I got mine when I was 12, IIRC. Not a credit, of course, it was a debit card, but not all countries bother to differentiate between the two, it was just a “bank card”. And I believe it had a credit card BIN because all local banks did that to get more in processing fees.
I do not specifically believe you can run up a $6000 bill on AWS with a kids card. It beggars belief as does the idea that this is a literal rather than mental child
The acronyms are because it was originally russified by substituting character codes in Pascal binary. Thus VAR became ИМЯ, END became КНЦ and so on. Same reason JOB hilariously became ЗАД in the liberated OS/360.
Everyone's happy, head of development celebrates his 3rd degree Lenin's premium.
Is it really Pascal though? There's a lot of academic/educational languages with the similar syntax, and I think РАПИРА had additional data structures. (I've read a book on it and tinkered with it as a kid, but it was in the early 90's and I barely remember any of it)
Happens regularly. And if you don't have a visa for the new destination, well, too bad.
E.g. on December 20 a WizzAir flight 4768 was diverted to Thessaloniki (Greece) instead of its destination Skopje (North Macedonia): https://www.flightaware.com/live/flight/WZZ4768/history/2025... . Those with Schengen visas (or appropriate passports) got a bus to Skopje. The rest allegedly waited for three hours and then got returned to Cyprus (EU, but not Schengen), but to a different airport (Paphos instead of Larnaca). So if someone had a car left on Larnaca's parking, too bad.
> They use scamming approaches more misleading than airline's and in cases straight up lie.
Would you mind sharing some examples? My only complaints with DB are cancellations and delays. Well, the ticketing might be a bit confusing the first time you realize "ticket" and "seat reservation" are two completely independent entities. Similarly, rules for which train you're allowed to take might be a bit confusing. But I wouldn't call it scamming.
Local trains in Moscow and Saint Petersburg ("elektrichka" with all local stops) may get delayed by a few minutes sometimes, true. But e.g. several trains being delayed by ten minutes because of an ice rain is newsworthy. At least that was the case on several directions I knew about.
AFAIK, even if the developer removes a game from Steam, if you bought it (or rather, a license for it), it remains in your account.
E.g. I have Lord of the Rings: War in the North that is no longer available anywhere, yet I can still download install and play it on my devices through Steam (even on Linux, which it was not intended for)
That of course doesn't help if the game does not have an offline component, e.g. I also still have League of Legends in my Steam account, but that is unusable because the Riot servers don't allow updating/connecting from it.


*Problem to solve*. Pull every line from the records that has the word "regelmäßig" in it.
____________
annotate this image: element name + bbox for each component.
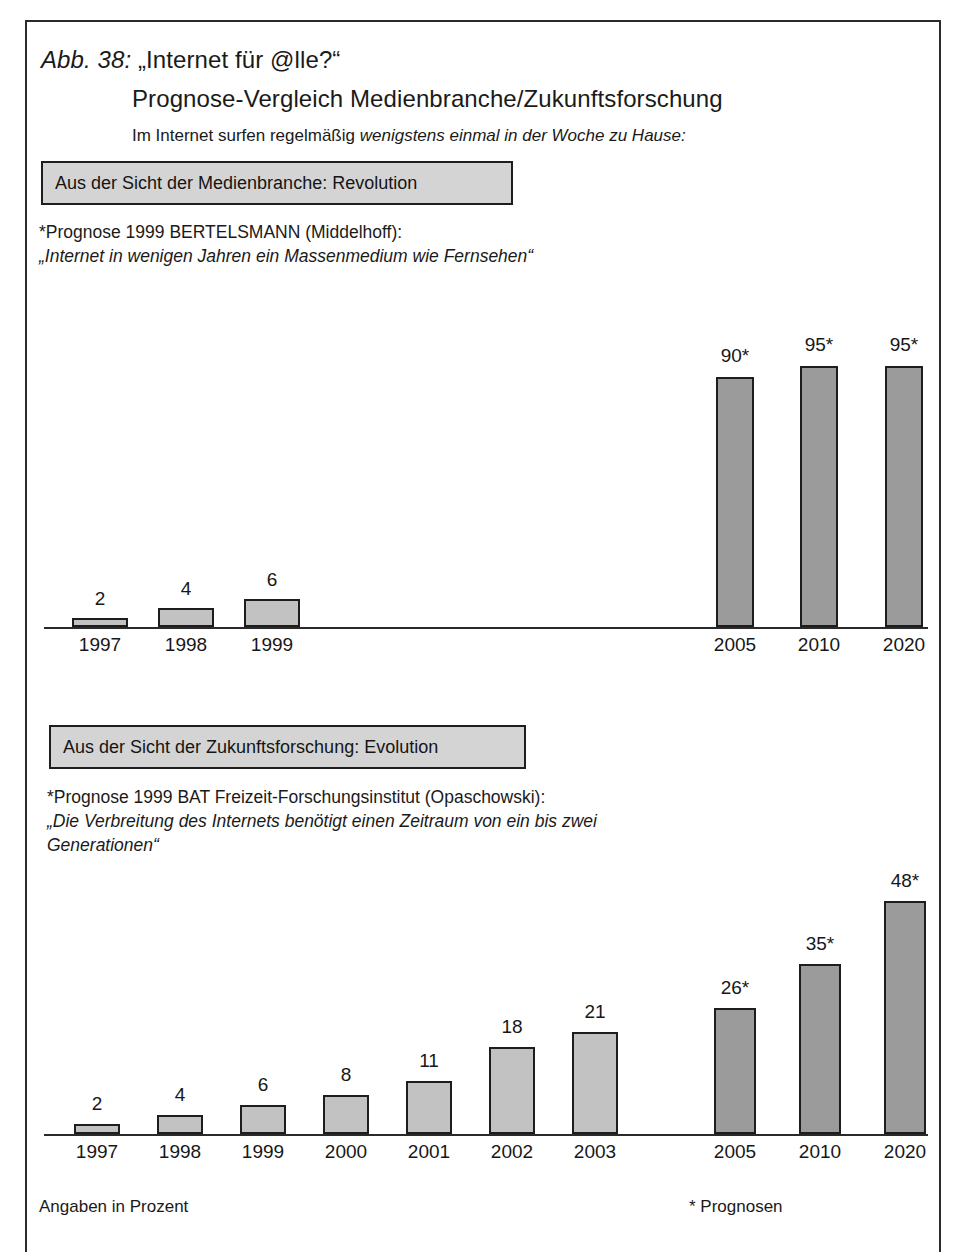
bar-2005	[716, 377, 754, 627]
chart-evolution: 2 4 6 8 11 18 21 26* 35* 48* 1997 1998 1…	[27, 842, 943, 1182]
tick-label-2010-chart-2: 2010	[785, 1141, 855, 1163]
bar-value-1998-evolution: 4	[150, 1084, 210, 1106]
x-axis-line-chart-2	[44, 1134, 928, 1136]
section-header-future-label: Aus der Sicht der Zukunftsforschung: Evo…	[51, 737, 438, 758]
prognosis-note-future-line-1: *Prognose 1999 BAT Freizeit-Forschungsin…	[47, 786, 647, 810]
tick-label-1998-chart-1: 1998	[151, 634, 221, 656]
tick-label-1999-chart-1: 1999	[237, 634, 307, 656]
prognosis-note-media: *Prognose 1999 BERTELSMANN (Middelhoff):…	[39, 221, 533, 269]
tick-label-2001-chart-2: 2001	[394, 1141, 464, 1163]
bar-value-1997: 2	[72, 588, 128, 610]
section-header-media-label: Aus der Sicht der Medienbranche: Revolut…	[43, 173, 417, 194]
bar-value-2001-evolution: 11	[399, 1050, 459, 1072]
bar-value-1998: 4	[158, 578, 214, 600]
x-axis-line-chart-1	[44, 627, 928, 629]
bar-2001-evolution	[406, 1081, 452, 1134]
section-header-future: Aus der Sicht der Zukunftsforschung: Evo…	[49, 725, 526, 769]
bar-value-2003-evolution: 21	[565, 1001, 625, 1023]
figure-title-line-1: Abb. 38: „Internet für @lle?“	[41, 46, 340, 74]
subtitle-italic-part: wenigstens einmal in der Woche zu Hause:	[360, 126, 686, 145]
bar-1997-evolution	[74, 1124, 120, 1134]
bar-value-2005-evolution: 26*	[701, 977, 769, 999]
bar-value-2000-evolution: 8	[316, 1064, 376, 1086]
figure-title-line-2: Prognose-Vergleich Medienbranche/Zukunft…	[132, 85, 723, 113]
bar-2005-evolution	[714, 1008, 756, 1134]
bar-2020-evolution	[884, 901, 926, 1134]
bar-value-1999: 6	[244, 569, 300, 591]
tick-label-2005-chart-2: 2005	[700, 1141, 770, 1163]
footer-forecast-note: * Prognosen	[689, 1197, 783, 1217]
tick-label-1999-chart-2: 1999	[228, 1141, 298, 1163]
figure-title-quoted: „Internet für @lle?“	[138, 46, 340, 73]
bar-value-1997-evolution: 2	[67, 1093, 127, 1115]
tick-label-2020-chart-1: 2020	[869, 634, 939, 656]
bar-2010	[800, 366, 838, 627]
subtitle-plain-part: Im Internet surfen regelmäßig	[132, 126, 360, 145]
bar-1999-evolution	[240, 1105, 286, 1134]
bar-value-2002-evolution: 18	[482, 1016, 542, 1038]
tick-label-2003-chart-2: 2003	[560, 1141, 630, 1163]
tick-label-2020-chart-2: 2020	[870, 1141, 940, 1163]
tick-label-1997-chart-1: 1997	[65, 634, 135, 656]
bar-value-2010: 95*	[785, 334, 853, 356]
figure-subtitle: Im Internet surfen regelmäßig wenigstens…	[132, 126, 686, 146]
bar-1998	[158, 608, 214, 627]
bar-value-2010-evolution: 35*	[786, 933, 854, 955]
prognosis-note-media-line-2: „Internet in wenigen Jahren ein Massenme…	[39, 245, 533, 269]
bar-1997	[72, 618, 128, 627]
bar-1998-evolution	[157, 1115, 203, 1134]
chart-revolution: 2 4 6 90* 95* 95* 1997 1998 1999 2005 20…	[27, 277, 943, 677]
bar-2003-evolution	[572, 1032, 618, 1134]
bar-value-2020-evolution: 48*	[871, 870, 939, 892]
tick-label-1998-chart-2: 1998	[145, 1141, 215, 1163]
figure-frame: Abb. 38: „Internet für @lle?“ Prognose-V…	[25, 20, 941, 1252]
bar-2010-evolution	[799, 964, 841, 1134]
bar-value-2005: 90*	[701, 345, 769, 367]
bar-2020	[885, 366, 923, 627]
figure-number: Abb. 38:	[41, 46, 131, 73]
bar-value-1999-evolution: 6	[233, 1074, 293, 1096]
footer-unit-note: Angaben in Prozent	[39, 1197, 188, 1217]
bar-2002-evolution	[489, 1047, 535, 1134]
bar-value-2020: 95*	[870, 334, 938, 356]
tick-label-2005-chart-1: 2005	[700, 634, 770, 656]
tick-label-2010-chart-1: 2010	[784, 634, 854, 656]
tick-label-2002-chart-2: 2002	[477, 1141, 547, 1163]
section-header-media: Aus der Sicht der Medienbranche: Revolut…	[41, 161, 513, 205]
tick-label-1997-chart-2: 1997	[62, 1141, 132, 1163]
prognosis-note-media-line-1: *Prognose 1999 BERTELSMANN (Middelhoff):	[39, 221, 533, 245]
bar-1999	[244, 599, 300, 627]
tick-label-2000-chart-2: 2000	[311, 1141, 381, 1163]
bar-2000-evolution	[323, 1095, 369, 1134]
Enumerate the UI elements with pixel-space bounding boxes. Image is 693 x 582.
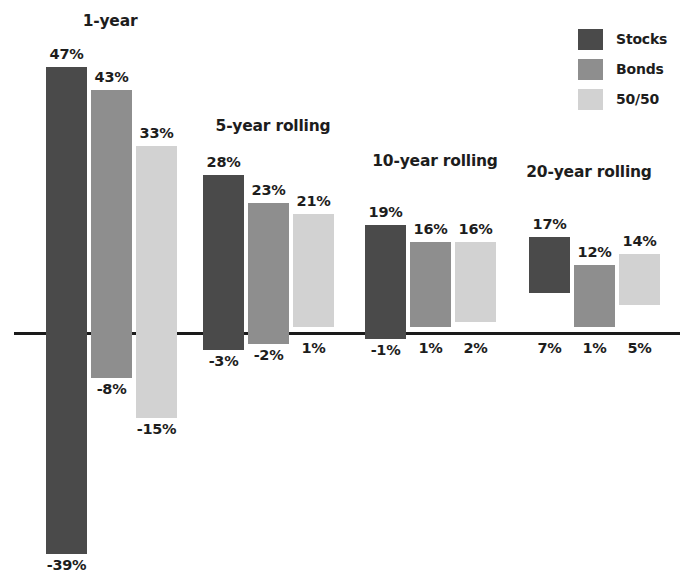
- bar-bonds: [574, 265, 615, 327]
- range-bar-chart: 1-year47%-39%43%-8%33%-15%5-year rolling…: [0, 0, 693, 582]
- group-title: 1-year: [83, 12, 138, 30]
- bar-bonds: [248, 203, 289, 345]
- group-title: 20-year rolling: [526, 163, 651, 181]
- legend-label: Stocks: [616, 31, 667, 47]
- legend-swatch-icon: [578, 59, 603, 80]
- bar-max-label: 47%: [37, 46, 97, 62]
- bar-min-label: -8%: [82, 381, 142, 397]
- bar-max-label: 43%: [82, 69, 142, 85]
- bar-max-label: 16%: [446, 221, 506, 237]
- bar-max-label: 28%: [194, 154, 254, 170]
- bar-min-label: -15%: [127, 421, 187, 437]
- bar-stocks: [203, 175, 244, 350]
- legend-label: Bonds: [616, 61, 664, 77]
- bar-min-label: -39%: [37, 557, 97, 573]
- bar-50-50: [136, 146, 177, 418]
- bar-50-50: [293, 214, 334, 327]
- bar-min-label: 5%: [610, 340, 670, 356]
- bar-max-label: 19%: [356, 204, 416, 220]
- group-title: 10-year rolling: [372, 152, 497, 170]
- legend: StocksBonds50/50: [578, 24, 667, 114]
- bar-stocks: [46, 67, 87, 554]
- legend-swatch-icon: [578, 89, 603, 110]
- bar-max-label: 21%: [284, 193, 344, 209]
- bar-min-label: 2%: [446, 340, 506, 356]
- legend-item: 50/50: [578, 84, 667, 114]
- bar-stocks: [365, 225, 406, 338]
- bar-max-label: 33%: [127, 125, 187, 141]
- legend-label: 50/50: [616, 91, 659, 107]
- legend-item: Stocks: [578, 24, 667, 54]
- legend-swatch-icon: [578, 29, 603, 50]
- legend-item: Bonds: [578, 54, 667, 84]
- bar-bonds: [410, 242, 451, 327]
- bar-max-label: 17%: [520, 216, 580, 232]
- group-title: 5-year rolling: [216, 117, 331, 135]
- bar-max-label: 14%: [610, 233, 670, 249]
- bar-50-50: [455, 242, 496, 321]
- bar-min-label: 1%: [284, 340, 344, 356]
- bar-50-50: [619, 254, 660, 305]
____________
*Answer for the task*.
subtitle-plain-part: Im Internet surfen regelmäßig	[132, 126, 360, 145]
figure-subtitle: Im Internet surfen regelmäßig wenigstens…	[132, 126, 686, 146]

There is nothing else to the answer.